React SPA SSO with Keycloak using OIDC + PKCE
Integrate Keycloak SSO into a React single-page application using Authorization Code Flow with PKCE. Covers library setup, token storage, silent refresh, and protected routes.
KeycloakPro Team
KeycloakPro Team
Introduction
Browser-based single-page applications (SPAs) cannot safely store client secrets. The correct OIDC flow for a React app is Authorization Code Flow with PKCE (Proof Key for Code Exchange) — a public client with no shared secret, where the browser proves it initiated the request using a cryptographic code challenge.
This guide uses oidc-client-ts and react-oidc-context, the actively maintained successor to the older oidc-client library. The pattern works with any React app (Vite, CRA, Next.js SPA mode).
Prerequisites
- Keycloak or KeycloakPro 24+ with HTTPS
- React 18+ project (npm/yarn/pnpm)
- Keycloak admin access
Step 1 — Create the Keycloak public client
In the Keycloak admin console, navigate to your realm and create a new client:
- Clients → Create client
- Client type:
OpenID Connect - Client ID:
react-app - Click Next
Capability config — this is where public clients differ:
- Client authentication: OFF (this makes it a public client — no secret)
- Standard flow: ON
- Direct access grants: OFF
- Click Next
Login settings:
- Root URL:
http://localhost:3000(dev) +https://app.example.com(prod) - Valid redirect URIs:
http://localhost:3000/*andhttps://app.example.com/* - Valid post logout redirect URIs:
http://localhost:3000/andhttps://app.example.com/ - Web origins:
http://localhost:3000andhttps://app.example.com(controls CORS)

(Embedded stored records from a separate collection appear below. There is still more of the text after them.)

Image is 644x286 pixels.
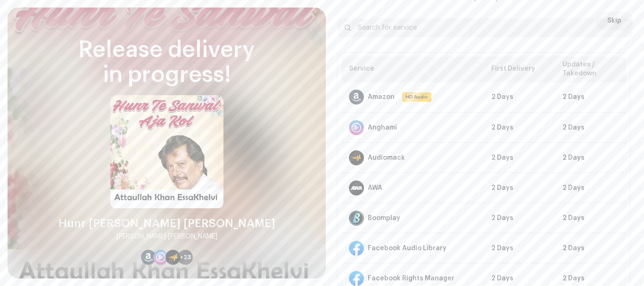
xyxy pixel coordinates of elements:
td: 2 Days [484,233,555,264]
td: 2 Days [555,203,626,233]
td: 2 Days [484,113,555,143]
div: Facebook Audio Library [368,245,446,252]
div: Boomplay [368,214,400,222]
td: 2 Days [555,82,626,113]
td: 2 Days [555,173,626,203]
th: Updates / Takedown [555,56,626,82]
td: 2 Days [484,173,555,203]
div: Facebook Rights Manager [368,274,454,282]
td: 2 Days [484,203,555,233]
div: Hunr [PERSON_NAME] [PERSON_NAME] [58,216,275,231]
div: AWA [368,184,382,192]
th: First Delivery [484,56,555,82]
div: Anghami [368,124,397,131]
span: HD Audio [403,93,430,101]
span: Skip [607,12,622,30]
img: 26423411-fb23-45a5-a953-847846cb06f5 [111,95,223,208]
div: Amazon [368,93,395,101]
span: +23 [180,253,191,261]
th: Service [342,56,484,82]
td: 2 Days [555,113,626,143]
div: Audiomack [368,154,405,162]
td: 2 Days [555,143,626,173]
td: 2 Days [484,143,555,173]
div: [PERSON_NAME] [PERSON_NAME] [116,231,217,242]
div: Release delivery in progress! [19,37,315,87]
td: 2 Days [555,233,626,264]
button: Skip [596,12,632,30]
td: 2 Days [484,82,555,113]
input: Search for service [337,18,632,37]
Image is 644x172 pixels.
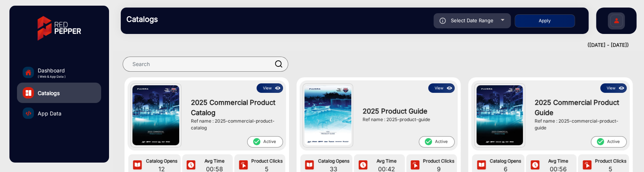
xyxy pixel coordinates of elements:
[145,158,179,165] span: Catalog Opens
[476,160,487,171] img: icon
[32,9,86,47] img: vmg-logo
[275,60,283,67] img: prodSearch.svg
[609,9,625,35] img: Sign%20Up.svg
[191,97,279,118] span: 2025 Commercial Product Catalog
[38,89,60,97] span: Catalogs
[535,118,623,131] div: Ref name : 2025-commercial-product-guide
[601,83,627,93] button: Viewicon
[126,14,232,24] h3: Catalogs
[596,137,604,146] mat-icon: check_circle
[17,103,101,124] a: App Data
[535,97,623,118] span: 2025 Commercial Product Guide
[542,158,575,165] span: Avg Time
[132,160,143,171] img: icon
[38,66,66,75] span: Dashboard
[247,136,283,148] span: Active
[476,85,523,146] img: 2025 Commercial Product Guide
[113,42,629,49] div: ([DATE] - [DATE])
[529,160,541,171] img: icon
[17,62,101,82] a: Dashboard( Web & App Data )
[617,84,626,92] img: icon
[429,83,455,93] button: Viewicon
[198,158,231,165] span: Avg Time
[253,137,261,146] mat-icon: check_circle
[591,136,627,148] span: Active
[38,110,62,117] span: App Data
[25,69,32,76] img: home
[274,84,282,92] img: icon
[370,158,403,165] span: Avg Time
[304,160,315,171] img: icon
[440,18,446,24] img: icon
[363,106,451,116] span: 2025 Product Guide
[38,75,66,79] span: ( Web & App Data )
[304,85,351,146] img: 2025 Product Guide
[357,160,368,171] img: icon
[17,82,101,103] a: Catalogs
[363,116,451,123] div: Ref name : 2025-product-guide
[132,85,179,146] img: 2025 Commercial Product Catalog
[594,158,627,165] span: Product Clicks
[489,158,523,165] span: Catalog Opens
[185,160,196,171] img: icon
[257,83,283,93] button: Viewicon
[451,17,494,23] span: Select Date Range
[317,158,351,165] span: Catalog Opens
[26,90,31,96] img: catalog
[422,158,455,165] span: Product Clicks
[445,84,454,92] img: icon
[250,158,283,165] span: Product Clicks
[582,160,593,171] img: icon
[122,57,288,72] input: Search
[191,118,279,131] div: Ref name : 2025-commercial-product-catalog
[424,137,432,146] mat-icon: check_circle
[238,160,249,171] img: icon
[26,111,31,116] img: catalog
[410,160,421,171] img: icon
[515,14,575,27] button: Apply
[419,136,455,148] span: Active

1.1 — Verify PKCE is enforced
Go to Clients → react-app → Advanced → scroll to Proof Key for Code Exchange Code Challenge Method.
Set it to S256. This rejects any authorization request that does not include a proper PKCE code challenge.

Step 2 — Install the OIDC libraries
npm install oidc-client-ts react-oidc-context
Step 3 — Wrap your app with AuthProvider
Create an OIDC configuration object and wrap your root component:
// src/main.tsx
import React from "react";
import ReactDOM from "react-dom/client";
import { AuthProvider } from "react-oidc-context";
import App from "./App";
const oidcConfig = {
authority: "https://keycloak.example.com/realms/YOUR_REALM",
client_id: "react-app",
redirect_uri: window.location.origin + "/",
post_logout_redirect_uri: window.location.origin + "/",
scope: "openid email profile",
// Store tokens in memory — safest option for SPAs
userStore: new WebStorageStateStore({ store: window.sessionStorage }),
};
ReactDOM.createRoot(document.getElementById("root")!).render(
<React.StrictMode>
<AuthProvider {...oidcConfig}>
<App />
</AuthProvider>
</React.StrictMode>
);
Replace YOUR_REALM with your actual realm name.
Step 4 — Access auth state and protect routes
// src/App.tsx
import { useAuth } from "react-oidc-context";
export default function App() {
const auth = useAuth();
if (auth.isLoading) {
return <div>Loading…</div>;
}
if (auth.error) {
return <div>Error: {auth.error.message}</div>;
}
if (!auth.isAuthenticated) {
return (
<div>
<h1>Welcome</h1>
<button onClick={() => auth.signinRedirect()}>Log in with Keycloak</button>
</div>
);
}
return (
<div>
<h1>Hello, {auth.user?.profile.name}</h1>
<p>Email: {auth.user?.profile.email}</p>
<button onClick={() => auth.signoutRedirect()}>Log out</button>
<ProtectedContent token={auth.user?.access_token} />
</div>
);
}
4.1 — Using the access token in API calls
async function fetchProtectedData(accessToken: string) {
const response = await fetch("https://api.example.com/data", {
headers: {
Authorization: `Bearer ${accessToken}`,
},
});
return response.json();
}
Your API should validate the token against Keycloak's JWKS endpoint.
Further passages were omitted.